By: Matt Chaney//March 29, 2018
For the first time in 28 years, pay for federal jurors has increased, but it still remains below the federal minimum wage.
The change was included in the $1.3 trillion federal spending bill that passed March 23, The Washington Post reports.
The pay increase comes at the urging of South Carolina Republican Trey Gowdy, Congresswoman Eleanor Holmes Norton, D-District of Columbia, and Congressman Jamie Raskin, D-Maryland.
A press release issued by Norton said that the trio called for the federal government to raise the pay for people serving on federal juries from $40 a day to $50.
The trio wrote a letter to the House Appropriations Subcommittee on Financial Services & General Government asking for the increase.
“While juror compensation was never meant to serve as a substitute for a salary and obviously does not, raising the daily rate of juror compensation to $50 per day would provide some small relief for the sacrifices made by jurors,” the letter said.
In addition to the increase in starting pay, the spending bill also makes it so that jurors who serve extended periods on petit or grand juries are eligible to receive an additional $10 a day. This would increase jurors pay to close to the minimum wage of $58 a day, but only after extended periods of jury duty.
“This is but a small step in providing reasonable compensation to the people serving this indispensable role in our judicial system,” the letter said.
Eleven other members of Congress also signed the letter.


- Problem details -
Please retype the data in full and exactly; the pictures are not part of the copy.

- Data for review -
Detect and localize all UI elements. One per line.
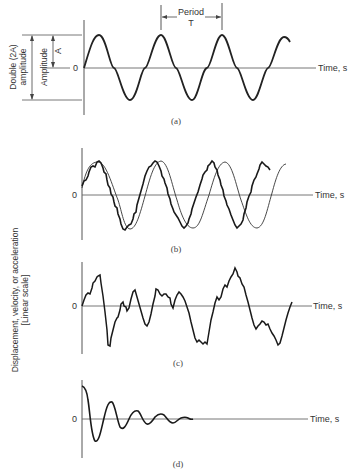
amplitude-label-text: Amplitude bbox=[39, 48, 49, 86]
panel-c-time-label: Time, s bbox=[313, 301, 343, 311]
amplitude-symbol-text: A bbox=[53, 48, 63, 54]
y-axis-label-line2: [Linear scale] bbox=[20, 275, 30, 326]
panel-b: 0 Time, s (b) bbox=[72, 148, 345, 254]
panel-c: 0 Time, s (c) bbox=[72, 262, 343, 368]
double-amplitude-arrowhead-up-icon bbox=[30, 35, 34, 41]
amplitude-arrowhead-up-icon bbox=[51, 35, 55, 41]
panel-d-zero-label: 0 bbox=[72, 414, 77, 424]
panel-a-zero-label: 0 bbox=[73, 63, 78, 73]
panel-d-caption: (d) bbox=[173, 459, 184, 469]
panel-d: 0 Time, s (d) bbox=[72, 380, 340, 469]
amplitude-symbol: A bbox=[53, 48, 63, 54]
panel-d-time-label: Time, s bbox=[310, 414, 340, 424]
panel-a-sine-wave bbox=[84, 35, 290, 100]
panel-a-caption: (a) bbox=[171, 116, 181, 126]
double-amplitude-label: Double (2A) amplitude bbox=[8, 44, 28, 90]
panel-d-damped-wave bbox=[82, 386, 193, 441]
amplitude-arrowhead-down-icon bbox=[51, 62, 55, 68]
panel-c-caption: (c) bbox=[173, 358, 183, 368]
panel-b-zero-label: 0 bbox=[72, 190, 77, 200]
double-amplitude-label-line2: amplitude bbox=[18, 48, 28, 85]
global-y-axis-label: Displacement, velocity, or acceleration … bbox=[10, 228, 30, 373]
panel-c-zero-label: 0 bbox=[72, 301, 77, 311]
period-label: Period bbox=[178, 7, 204, 17]
panel-b-caption: (b) bbox=[171, 244, 182, 254]
period-symbol: T bbox=[188, 18, 194, 28]
panel-a: 0 Time, s Period T Double (2A) amplitude… bbox=[8, 3, 348, 126]
period-arrowhead-right-icon bbox=[216, 15, 221, 19]
amplitude-label: Amplitude bbox=[39, 48, 49, 86]
double-amplitude-arrowhead-down-icon bbox=[30, 94, 34, 100]
y-axis-label-line1: Displacement, velocity, or acceleration bbox=[10, 228, 20, 373]
vibration-waveforms-figure: Displacement, velocity, or acceleration … bbox=[0, 0, 353, 475]
panel-a-time-label: Time, s bbox=[318, 63, 348, 73]
double-amplitude-label-line1: Double (2A) bbox=[8, 44, 18, 90]
panel-c-random-wave bbox=[82, 268, 292, 346]
period-arrowhead-left-icon bbox=[162, 15, 167, 19]
panel-b-time-label: Time, s bbox=[315, 190, 345, 200]
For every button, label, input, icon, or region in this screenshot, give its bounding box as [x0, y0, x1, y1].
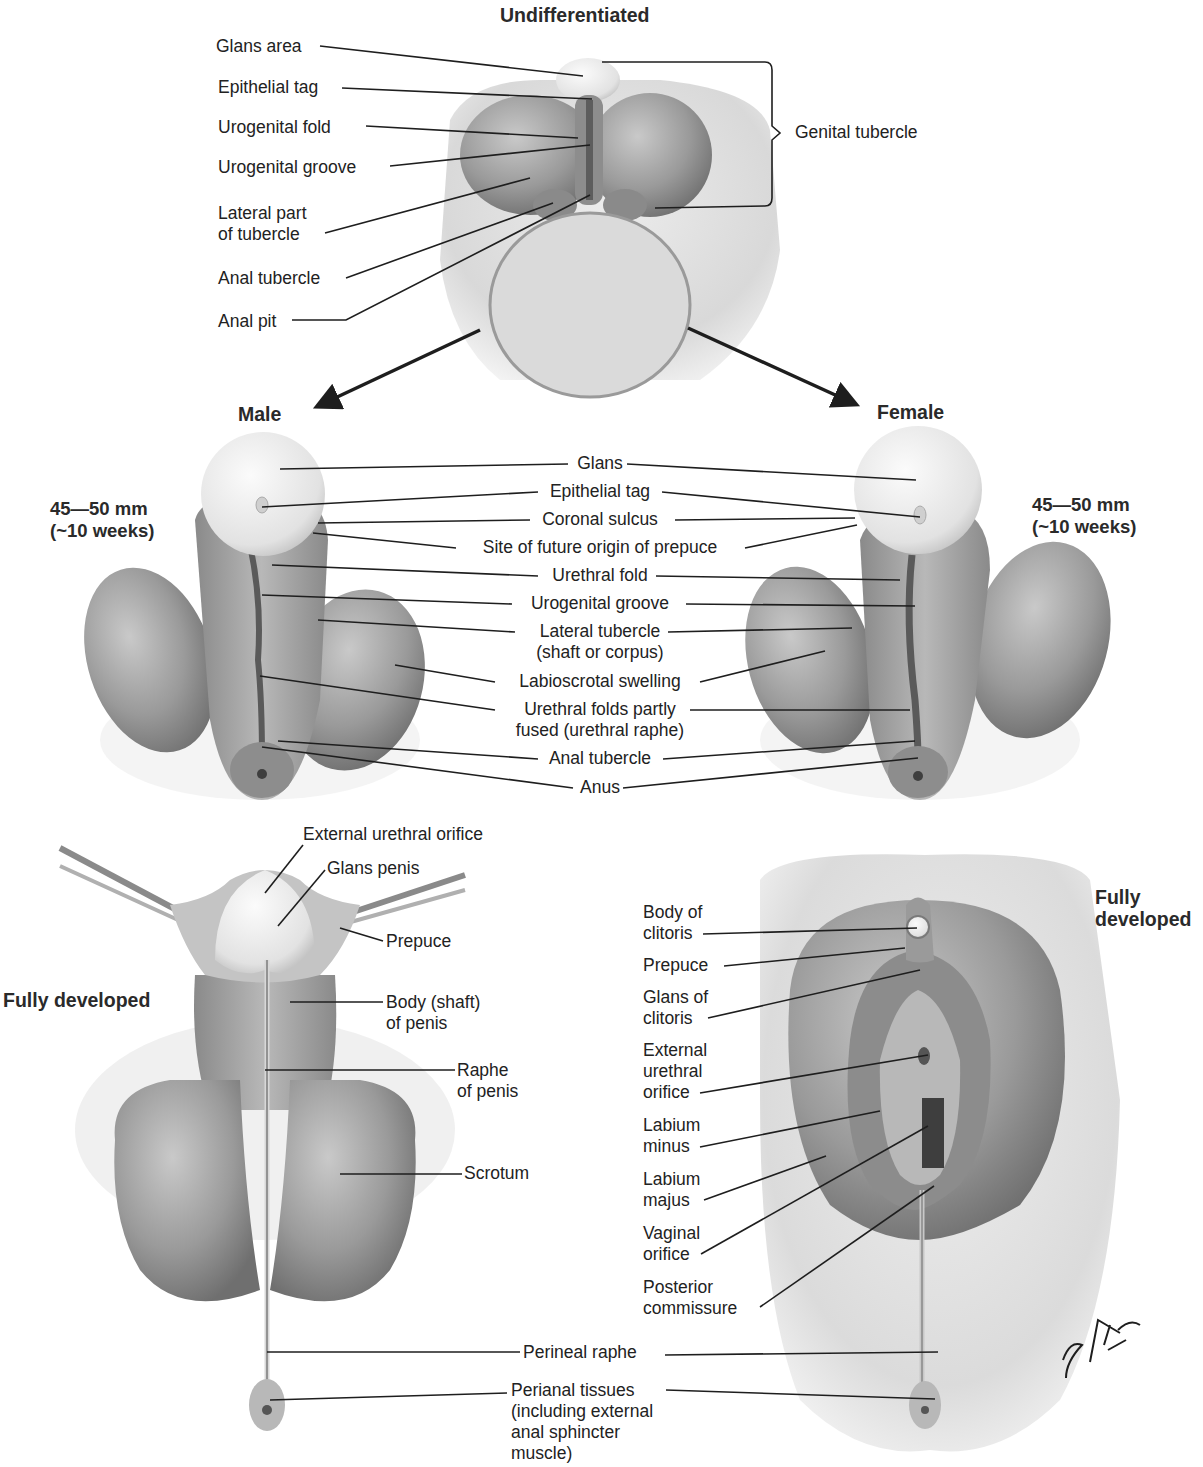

- Response to the task -
Detect and localize all UI elements. One per line.
amplitude-label-text: Amplitude bbox=[39, 48, 49, 86]
panel-c-time-label: Time, s bbox=[313, 301, 343, 311]
amplitude-symbol-text: A bbox=[53, 48, 63, 54]
y-axis-label-line2: [Linear scale] bbox=[20, 275, 30, 326]
panel-b: 0 Time, s (b) bbox=[72, 148, 345, 254]
panel-c: 0 Time, s (c) bbox=[72, 262, 343, 368]
double-amplitude-arrowhead-up-icon bbox=[30, 35, 34, 41]
amplitude-arrowhead-up-icon bbox=[51, 35, 55, 41]
panel-d-zero-label: 0 bbox=[72, 414, 77, 424]
panel-a-zero-label: 0 bbox=[73, 63, 78, 73]
panel-d-caption: (d) bbox=[173, 459, 184, 469]
panel-d: 0 Time, s (d) bbox=[72, 380, 340, 469]
amplitude-symbol: A bbox=[53, 48, 63, 54]
panel-d-time-label: Time, s bbox=[310, 414, 340, 424]
panel-a-sine-wave bbox=[84, 35, 290, 100]
panel-a-caption: (a) bbox=[171, 116, 181, 126]
double-amplitude-label: Double (2A) amplitude bbox=[8, 44, 28, 90]
panel-d-damped-wave bbox=[82, 386, 193, 441]
amplitude-arrowhead-down-icon bbox=[51, 62, 55, 68]
panel-c-caption: (c) bbox=[173, 358, 183, 368]
panel-b-zero-label: 0 bbox=[72, 190, 77, 200]
double-amplitude-label-line2: amplitude bbox=[18, 48, 28, 85]
global-y-axis-label: Displacement, velocity, or acceleration … bbox=[10, 228, 30, 373]
panel-c-zero-label: 0 bbox=[72, 301, 77, 311]
period-label: Period bbox=[178, 7, 204, 17]
panel-b-caption: (b) bbox=[171, 244, 182, 254]
period-symbol: T bbox=[188, 18, 194, 28]
panel-a: 0 Time, s Period T Double (2A) amplitude… bbox=[8, 3, 348, 126]
period-arrowhead-right-icon bbox=[216, 15, 221, 19]
amplitude-label: Amplitude bbox=[39, 48, 49, 86]
double-amplitude-arrowhead-down-icon bbox=[30, 94, 34, 100]
y-axis-label-line1: Displacement, velocity, or acceleration bbox=[10, 228, 20, 373]
vibration-waveforms-figure: Displacement, velocity, or acceleration … bbox=[0, 0, 353, 475]
panel-a-time-label: Time, s bbox=[318, 63, 348, 73]
double-amplitude-label-line1: Double (2A) bbox=[8, 44, 18, 90]
panel-c-random-wave bbox=[82, 268, 292, 346]
period-arrowhead-left-icon bbox=[162, 15, 167, 19]
panel-b-time-label: Time, s bbox=[315, 190, 345, 200]
For every button, label, input, icon, or region in this screenshot, give its bounding box as [x0, y0, x1, y1].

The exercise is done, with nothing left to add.